Did Universe start left-right symmetric, i.e. is left-handedness an 'emergent property' ?If so, then 'right-handed' heavy brother of W-boson must exist

Limits from neutron decay experiments:

mass of right-handed W: mR > 280 GeV/c2

left-right mixing phase: -0.20 < < 0.07

Present: neutrons very competitive with high-energy work

mL=81 GeV/c2

WL=W1cos–W2sinWR=W1sin+

W2cos

did parity violation arise as an order-parameter during a phase transition of the vacuum in the early universe

(90 % c.l.)

Page 22: NEUTRONS, PARTICLES,  AND THE UNIVERSE

ESS 17.05.2002 Neutron Particle Physics

22

_______________________________________

ESS-FLAGSHIP: SPONTANEOUS TRANSFORMATION OF A FREE NEUTRON INTO A HYDROGEN ATOM

Experimentum crucis: would isolate effect of right-handed boson

Fast-hydrogen recoil detector

Optical detection of Lyman- in fast coincidence

Cold neutrons

Decay volume

Future: sensitive yes/no experiment on origin of P-violation

Interesting event signature. Expected n H rate: 10 events/minute

n H(2S) + e* mS: +½ +1 +½ (left-hd.) mS: +½ +1 –½ (right-hd.)

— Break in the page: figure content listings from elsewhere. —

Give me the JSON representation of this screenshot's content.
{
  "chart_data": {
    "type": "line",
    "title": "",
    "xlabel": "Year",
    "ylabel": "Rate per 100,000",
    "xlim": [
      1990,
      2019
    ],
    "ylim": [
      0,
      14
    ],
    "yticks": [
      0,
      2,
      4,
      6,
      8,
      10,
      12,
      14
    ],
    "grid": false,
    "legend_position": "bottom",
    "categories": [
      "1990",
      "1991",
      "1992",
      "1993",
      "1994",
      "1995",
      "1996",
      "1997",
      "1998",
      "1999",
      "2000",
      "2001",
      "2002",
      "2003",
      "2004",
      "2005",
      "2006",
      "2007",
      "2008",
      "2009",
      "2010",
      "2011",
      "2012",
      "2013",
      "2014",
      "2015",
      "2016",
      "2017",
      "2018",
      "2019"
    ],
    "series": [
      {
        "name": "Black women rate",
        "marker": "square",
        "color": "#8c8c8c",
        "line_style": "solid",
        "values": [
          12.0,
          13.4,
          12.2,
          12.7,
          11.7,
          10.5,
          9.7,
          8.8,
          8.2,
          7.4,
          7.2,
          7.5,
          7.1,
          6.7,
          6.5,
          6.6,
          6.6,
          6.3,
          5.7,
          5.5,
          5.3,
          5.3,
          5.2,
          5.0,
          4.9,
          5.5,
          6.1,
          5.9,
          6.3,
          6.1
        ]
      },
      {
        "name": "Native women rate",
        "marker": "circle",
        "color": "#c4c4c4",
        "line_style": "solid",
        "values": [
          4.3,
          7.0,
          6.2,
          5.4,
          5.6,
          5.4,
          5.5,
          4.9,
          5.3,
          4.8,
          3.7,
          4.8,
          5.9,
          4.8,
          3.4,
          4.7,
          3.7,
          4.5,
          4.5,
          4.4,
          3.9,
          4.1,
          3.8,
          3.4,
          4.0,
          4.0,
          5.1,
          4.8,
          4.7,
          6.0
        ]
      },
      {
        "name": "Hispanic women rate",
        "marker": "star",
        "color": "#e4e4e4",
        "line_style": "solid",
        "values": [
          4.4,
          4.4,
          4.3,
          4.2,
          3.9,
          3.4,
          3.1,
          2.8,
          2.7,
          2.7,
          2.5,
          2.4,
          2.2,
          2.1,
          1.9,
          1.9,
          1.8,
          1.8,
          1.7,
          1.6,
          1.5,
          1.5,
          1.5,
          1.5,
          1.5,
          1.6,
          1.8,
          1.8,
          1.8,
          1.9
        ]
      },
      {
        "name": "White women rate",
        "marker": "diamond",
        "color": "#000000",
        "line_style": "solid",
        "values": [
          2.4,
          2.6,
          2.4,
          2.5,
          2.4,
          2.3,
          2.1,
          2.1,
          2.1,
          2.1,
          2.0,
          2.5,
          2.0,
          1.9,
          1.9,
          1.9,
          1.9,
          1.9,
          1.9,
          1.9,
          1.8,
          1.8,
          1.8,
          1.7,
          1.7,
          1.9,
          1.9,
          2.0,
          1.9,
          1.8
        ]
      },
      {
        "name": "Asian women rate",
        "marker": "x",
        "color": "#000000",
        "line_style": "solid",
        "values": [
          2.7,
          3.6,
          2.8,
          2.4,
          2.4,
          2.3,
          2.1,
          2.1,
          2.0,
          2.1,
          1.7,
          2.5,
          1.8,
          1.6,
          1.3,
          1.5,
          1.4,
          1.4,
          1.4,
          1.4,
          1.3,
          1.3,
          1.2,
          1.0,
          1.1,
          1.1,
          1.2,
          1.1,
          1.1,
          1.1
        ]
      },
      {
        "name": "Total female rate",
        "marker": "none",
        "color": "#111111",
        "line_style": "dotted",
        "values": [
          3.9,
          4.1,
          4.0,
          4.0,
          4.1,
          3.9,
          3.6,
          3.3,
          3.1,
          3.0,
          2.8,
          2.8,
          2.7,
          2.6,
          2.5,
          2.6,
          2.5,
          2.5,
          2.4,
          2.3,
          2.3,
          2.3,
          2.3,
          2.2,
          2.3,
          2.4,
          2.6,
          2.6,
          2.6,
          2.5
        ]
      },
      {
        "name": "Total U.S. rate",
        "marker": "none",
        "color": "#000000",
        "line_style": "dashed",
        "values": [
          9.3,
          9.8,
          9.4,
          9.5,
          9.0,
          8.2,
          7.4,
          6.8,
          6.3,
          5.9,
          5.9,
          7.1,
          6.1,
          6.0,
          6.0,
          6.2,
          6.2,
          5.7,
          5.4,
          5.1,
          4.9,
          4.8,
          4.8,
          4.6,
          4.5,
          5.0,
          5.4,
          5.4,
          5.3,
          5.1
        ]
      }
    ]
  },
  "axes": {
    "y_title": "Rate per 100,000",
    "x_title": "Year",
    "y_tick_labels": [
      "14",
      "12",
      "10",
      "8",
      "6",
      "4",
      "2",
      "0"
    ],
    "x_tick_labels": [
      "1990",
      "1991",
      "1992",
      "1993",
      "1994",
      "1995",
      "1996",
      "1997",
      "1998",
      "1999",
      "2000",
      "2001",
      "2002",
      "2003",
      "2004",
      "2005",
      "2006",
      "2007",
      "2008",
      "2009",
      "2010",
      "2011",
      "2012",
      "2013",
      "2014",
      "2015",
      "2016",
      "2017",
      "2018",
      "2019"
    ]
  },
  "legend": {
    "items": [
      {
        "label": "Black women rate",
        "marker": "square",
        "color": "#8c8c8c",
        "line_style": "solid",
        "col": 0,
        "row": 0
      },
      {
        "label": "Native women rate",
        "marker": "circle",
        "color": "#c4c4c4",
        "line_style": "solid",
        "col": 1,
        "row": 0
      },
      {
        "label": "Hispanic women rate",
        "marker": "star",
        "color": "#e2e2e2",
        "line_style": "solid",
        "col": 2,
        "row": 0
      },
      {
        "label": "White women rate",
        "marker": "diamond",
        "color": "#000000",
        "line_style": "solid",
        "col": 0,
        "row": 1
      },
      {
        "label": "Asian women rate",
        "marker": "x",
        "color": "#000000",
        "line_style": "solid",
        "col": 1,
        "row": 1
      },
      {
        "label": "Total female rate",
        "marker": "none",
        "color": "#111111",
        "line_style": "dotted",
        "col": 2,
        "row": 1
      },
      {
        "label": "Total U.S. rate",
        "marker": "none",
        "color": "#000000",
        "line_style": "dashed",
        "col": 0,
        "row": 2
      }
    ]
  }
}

Page 23: NEUTRONS, PARTICLES,  AND THE UNIVERSE

ESS 17.05.2002 Neutron Particle Physics

23

_______________________________________

IS QUARK-MIXING DONE PROPERLY?

When quarks are subject to electroweak force: 'down' = down + some strangeness + some bottomness

'strange' = strange + some downness + some bottomness

'down' = down + some strangeness + some downness ( with respect to 'mass eigenstates')

0%

50%

100%

'down' 'strange' 'bottom'

down strange bottom

Standard Model of Particle Physics requires:this 'quark-mixing' should be a zero-sum game

From neutron decay experiments:3.0 standard deviations from zero observed:

= -0.0083 0.0028

Present: puzzling deviation from Standard Model ?

quark mixing matrix is 'unitary' (pure rotation in 'flavor' space)

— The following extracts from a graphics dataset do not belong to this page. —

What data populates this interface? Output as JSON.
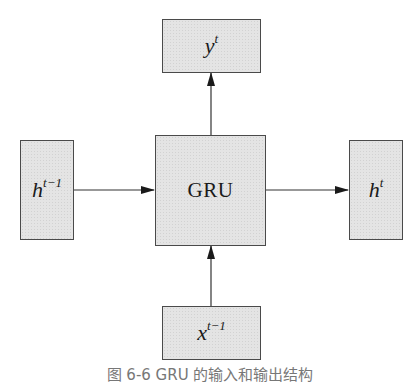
{
  "diagram": {
    "nodes": {
      "input_hidden": {
        "base": "h",
        "superscript": "t−1"
      },
      "output_y": {
        "base": "y",
        "superscript": "t"
      },
      "gru": {
        "label": "GRU"
      },
      "output_hidden": {
        "base": "h",
        "superscript": "t"
      },
      "input_x": {
        "base": "x",
        "superscript": "t−1"
      }
    },
    "edges": [
      {
        "from": "input_hidden",
        "to": "gru"
      },
      {
        "from": "gru",
        "to": "output_hidden"
      },
      {
        "from": "gru",
        "to": "output_y"
      },
      {
        "from": "input_x",
        "to": "gru"
      }
    ],
    "caption": "图 6-6  GRU 的输入和输出结构",
    "colors": {
      "box_fill": "#e4e4e4",
      "border": "#4a4a4a",
      "arrow": "#1a1a1a"
    }
  }
}
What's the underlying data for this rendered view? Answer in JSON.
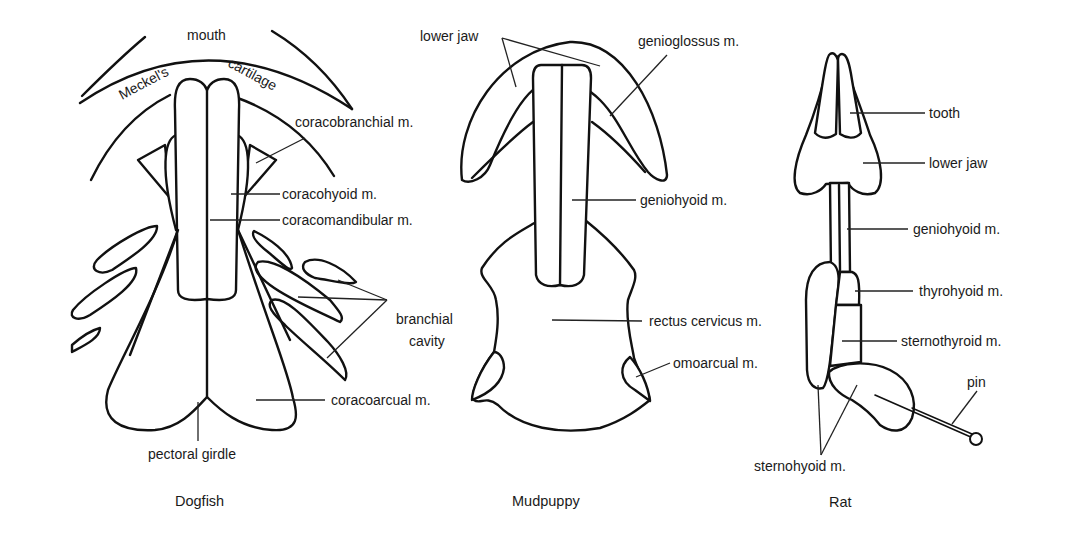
{
  "figure": {
    "panels": [
      {
        "name": "Dogfish",
        "caption": "Dogfish",
        "labels": {
          "mouth": "mouth",
          "meckels": "Meckel's",
          "cartilage": "cartilage",
          "coracobranchial": "coracobranchial m.",
          "coracohyoid": "coracohyoid m.",
          "coracomandibular": "coracomandibular m.",
          "branchial_1": "branchial",
          "branchial_2": "cavity",
          "coracoarcual": "coracoarcual m.",
          "pectoral_girdle": "pectoral girdle"
        }
      },
      {
        "name": "Mudpuppy",
        "caption": "Mudpuppy",
        "labels": {
          "lower_jaw": "lower jaw",
          "genioglossus": "genioglossus m.",
          "geniohyoid": "geniohyoid m.",
          "rectus_cervicus": "rectus cervicus m.",
          "omoarcual": "omoarcual m."
        }
      },
      {
        "name": "Rat",
        "caption": "Rat",
        "labels": {
          "tooth": "tooth",
          "lower_jaw": "lower jaw",
          "geniohyoid": "geniohyoid m.",
          "thyrohyoid": "thyrohyoid m.",
          "sternothyroid": "sternothyroid m.",
          "pin": "pin",
          "sternohyoid": "sternohyoid m."
        }
      }
    ],
    "colors": {
      "line": "#111111",
      "text": "#1a1a1a",
      "background": "#ffffff"
    }
  }
}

Page 24: NEUTRONS, PARTICLES,  AND THE UNIVERSE

ESS 17.05.2002 Neutron Particle Physics

24

_______________________________________

Be- and p+ detector time-gated

Beam chopper

Beam chopper

Free-neutron cloud N = 2·108 neutrons

Future: neutron decay at rate N/ =2·105/s studied under optimum conditions

ESS neutron long-pulse t = 2 ms

103m/s

107m/s

ESS-FLAGSHIP: THE ULTIMATE NEUTRON-DECAY CORRELATION EXPERIMENT

time-average: 104/s present rate: 2 ·102/s

decay products locked to B-field

= 4.5 Å, = 1.5 Å I = 1.2 ·1010/s (peak)

Page 25: NEUTRONS, PARTICLES,  AND THE UNIVERSE

ESS 17.05.2002 Neutron Particle Physics

25

_______________________________________

D. SUMMARY

Phase Transitions of the Universeand observables from neutron experiments

A. B.New Physics: Standard Model:

Temperature

10+19 GeV Planck- - GUTs - -

Inflation Electroweak

Nucleon freeze out Nuclear freeze out

Atomic freeze out Galactic freeze out

10-11 GeV

10-43s 10-35s 10-12s 1 s 105y 109y today

Time

dn

qn

n nbar

nnnbar

mWR,

Vud

gA /gV

n

-1

g

N

aWM

A ,P

, , , , ,

pp

Page 26: NEUTRONS, PARTICLES,  AND THE UNIVERSE

ESS 17.05.2002 Neutron Particle Physics

26

_______________________________________

Neutron-particle and neutron-nuclear physics is a successful and growing field of neutron science.

in recent years: + 4 university chairs + 4 associate profs. solely in D

ESS WILL PROVIDE AN OPTIMAL TOOL FOR THEIR WORK.